I'm writing this entry in the business center of the Hilton Princess San Salvador. It is Saturday morning. The mission completed.
I want to record a few of my thoughts about this experience right now while still fresh in my mind.
What a week it has been!
There was a total of 72 doctors and chiropractic interns who made it out to El Salvador to serve. There were chiropractors from all over the U.S., including California, New York and, of course Hawaii. (Represent!)
And no, we were not in a nice hotel the whole week.
After landing in El Salvador on Sunday, we travelled down the road about 15 miles south of the airport where we waited at a beach for the whole party to arrive. Around 4 PM when everyone finally made it, Dr. Guthrie and I loaded our luggage and portable adjusting tables onto a mini-bus and headed to San Salvador, the nation's capital, about a 45 minute drive.
We dormed at a Jesuit retreat high in the mountains overlooking the city. The rooms were clean and neat, but the beds were a bit old and saggy and there was no hot water for the shower.
We started on Monday. Each doctor teamed up with a few interns and was assigned to a different location in the city. I was able to work with three interns from Life West Chiropractic College: Laelle, Tammi, and Doug. We loaded up our things in a van and travelled to the Central Marketplace of El Salvador.
The Central Marketplace covers about 10 blocks. It's basically a huge swap meet where the vendors sell everything from fruits, live chickens, homemade wallets, dead fish, rat poison, toilet paper and everything in between.
The conditions are not good. I may not be the cleanest and neatest person in the world, but the grime, flies, and strong smell throughout the mercado was almost unbearable to me.
The only thing I dared to buy was bottled water.
In the middle of the mercado stands a building that houses a small medical office, preschool and union meeting hall. It was there that we set up our one week chiropractic clinic. From the minute we opened, there was a huge patient waiting list. We adjusted from 8 AM to 4 PM each day breaking only for a short lunch.
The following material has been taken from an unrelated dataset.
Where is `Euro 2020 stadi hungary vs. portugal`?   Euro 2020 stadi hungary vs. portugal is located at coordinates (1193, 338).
The people of El Salvador are a very humble, friendly people. A lot like the local folks in Hawaii, except for the most part, very poor. I was told that the average worker in El Salvador makes 2 dollars a day. Most cannot afford any medical treatment and medical insurance is limited mostly to government workers.
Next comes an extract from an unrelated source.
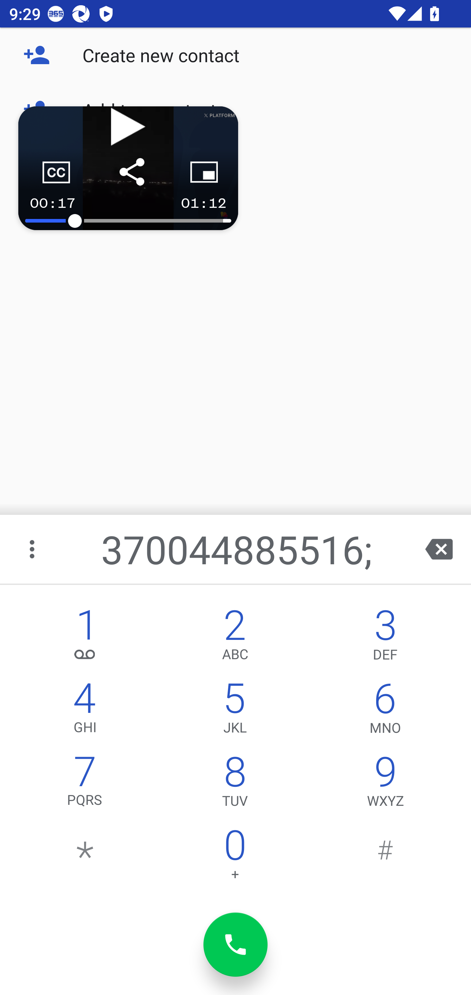  I want to click on 9,WXYZ 9 WXYZ, so click(386, 784).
For some people, we were the first doctors of any kind that they have seen their entire lives.
On the first days of the mission, I focused on what I could to alleviate my patients' pains. They were all hurting so much! Chronic shoulder injuries, displaced knee caps, muscle spasms throughout the back. I saw old ladies with fractured ankles that never healed right and young men with necks that wouldn't turn.
But after a few days, I realized that trying to help them by only trying to take away the pain was not the best course of care I could offer them.
With only one week to make a difference, I asked myself, what could I do beyond getting rid of some of their pain? What could I do best to serve them? It was around Wednesday that I realized that my duty was not to chase pain; my mission purpose was to adjust!
I was there to restore power.
As the patients lay on my table, I reminded myself that this may be their one and only chance for them to receive a chiropractic adjustment. Find the subluxation. Visualize how that vertebral subluxation was impeding nerve flow. Understand specifically how that blockage of nerve flow was stopping the expression of innate intelligence and how that limited them from experiencing total wellness.
Then use my hands, praying for direction, to correct that subluxation.
With the subluxation corrected, the vertebra restored to proper position, and the innate intelligence within the flow of nerve energy-- my El Salvadorian patient might very well enjoy life at higher level of true health.
What a blessing it has been to be able to enjoy chiropractic at it's simplest, purest form! No insurance documents, no treatment plans, no x-rays, no financial exchanges!
Just a small gift I was able to share with many of my El Salvador brothers and sisters. A gift of chiropractic.
There is so much more I want to write. I'll continue when I get home to Hawaii.
"He would have nothing to do with the thorns must never attempt to gather flowers."